Trix are for kids!
NYT: Republican Election Clerk Takes on Trump and His Supporters
“Name of public officer for whom recall is sought: Cindy Elgan.”
“Reasons why: Cindy Elgan has run interference in our elections.”
It was an outcome she’d feared for the last three and a half years, ever since former President Donald J. Trump lost the 2020 election, and his denials and distortions spread outward from the White House to even the country’s most remote places, like Esmeralda County. It had neither a stoplight nor a high school, and Elgan knew most of the 620 voters on sight. Trump won the county with 82 percent of the vote despite losing Nevada. In the days after the election, some residents began to suspect that he should have won by even more, and they parroted Trump’s talking points and brought their complaints to the county’s monthly commissioner meetings.
Globe: Andrew Coyne: Eighteen years and $46-billion later, the CPP admits it could have earned more just by buying index funds
The Canada Pension Plan Fund had a bad year last year. You’d never know it to read the latest annual report from the fund’s managers, the CPP Investment Board, which spends much of its nearly 80,000 words boasting how, thanks to the herculean efforts of its employees and the sophisticated investment stratagems of its managers, it eked out an 8-per-cent return on investment for the CPP’s beneficiaries.
But of course it did: asset markets generally were up wildly last year. As an investment manager, you’d have to have gone pretty far out of your way not to have earned a sizable return. Indeed, the fund’s benchmark “reference portfolio,” a composite of global equity and bond indexes, gained 19.9 per cent on the year.

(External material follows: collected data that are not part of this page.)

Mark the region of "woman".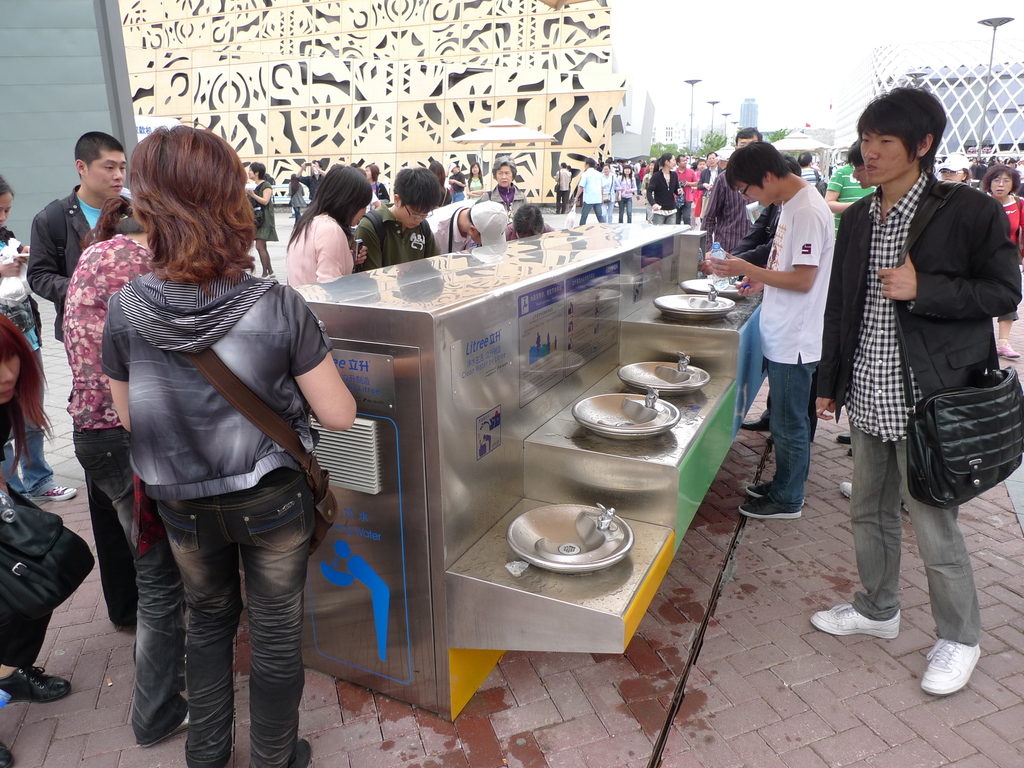
Region: 60 193 163 651.
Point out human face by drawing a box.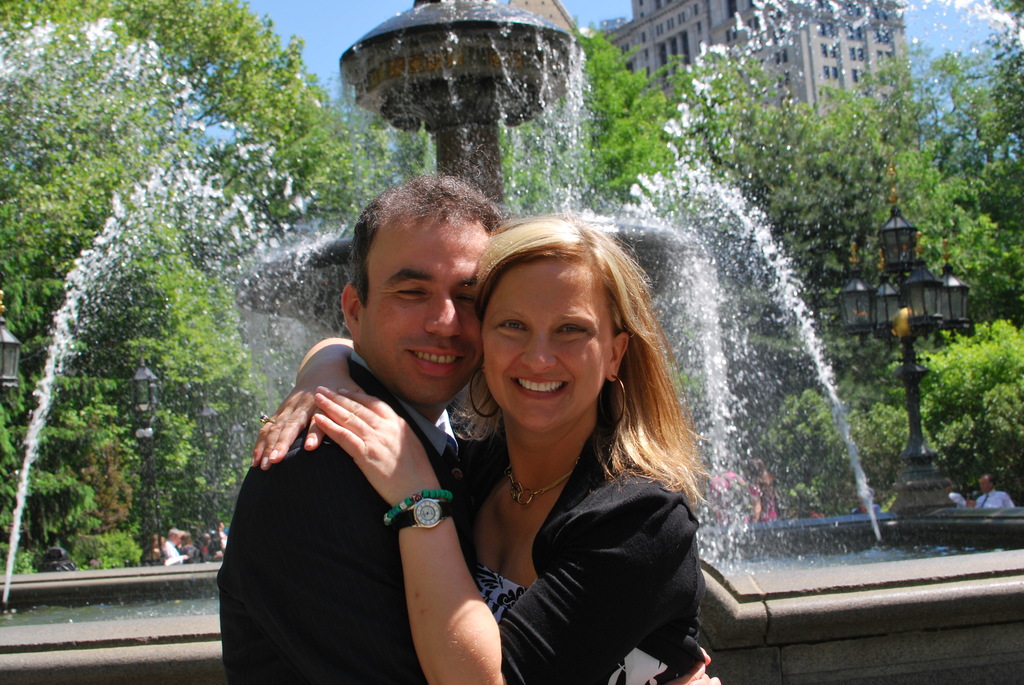
bbox=[360, 218, 488, 404].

What does that mean? It means that if the fund’s managers had stopped trying to pick stocks and just bought index-linked ETFs like the rest of us — a strategy, known as passive management, that could be executed by your average high-school student — they would have earned more than twice as much on their investments last year as they in fact did.
That’s not the news, however. The news is not that the fund trailed its benchmark in its most recent fiscal year. The news is that it is now trailing it, on average, over the entire 18-year period since the fund, until then a small, low-cost outfit that mostly just bought the indexes, went all in on active management.
⋮
The fund’s staffing levels, consequently, exploded: from roughly 150 employees in 2006 to more than 2,100 today. So did its costs, particularly the fees paid to external investment managers: from $36-million in 2006 to $3.5-billion in 2024, a near hundredfold increase.
The Conversation: Records of Pompeii’s survivors have been found – and archaeologists are starting to understand how they rebuilt their lives
But recent research has shifted the narrative. The story of the eruption of Mount Vesuvius is no longer one about annihilation; it also includes the stories of those who survived the eruption and went on to rebuild their lives.
The search for survivors and their stories has dominated the past decade of my archaeological fieldwork, as I’ve tried to figure out who might have escaped the eruption. Some of my findings are featured in an episode of the new PBS documentary, “Pompeii: The New Dig.”
Daniel Ricciardo answered criticism from retired Formula 1 champion Jacques Villeneuve by qualifying fifth for the Canadian Grand Prix on Sunday morning, AEST.
Villeneuve, the 1997 champion now working as a television pundit, had questioned on Sky Sports why the 34-year-old Australian was still in Formula 1.
“We’re hearing the same thing for the last five years. ‘We have to make the car better for him, poor him’. No. You’re in F1. If you can’t cut it, go home. There’ll be someone else to take your place,” the Canadian previously said.
“I think his image has kept him in F1 more than his actual results.”
Daniel Ricciardo answered criticism from retired Formula 1 champion Jacques Villeneuve by qualifying fifth for the Canadian Grand Prix on Sunday morning, AEST.
Villeneuve, the 1997 champion now working as a television pundit, had questioned on Sky Sports why the 34-year-old Australian was still in Formula 1.
“We’re hearing the same thing for the last five years. ‘We have to make the car better for him, poor him’. No. You’re in F1. If you can’t cut it, go home. There’ll be someone else to take your place,” the Canadian previously said.
“I think his image has kept him in F1 more than his actual results.”
NewsNation: Aid is delivered to Gaza from newly repaired US-built pier, US military says
The first aid from an American-built pier arrived in Gaza on Saturday since storm damage required repairs to the project, the U.S. military said, relaunching an effort to bring supplies to Palestinians by sea that had been plagued with problems.
About 1.1 million pounds (492 metric tons) of humanitarian aid was delivered to Gaza through the pier on Saturday, U.S. Central Command said in a statement. It reiterated that no U.S. military personnel went ashore in Gaza. The U.S. Agency for International Development works with the U.N. World Food Program and their humanitarian partners in Gaza to distribute food and other aid coming from the U.S.-operated pier.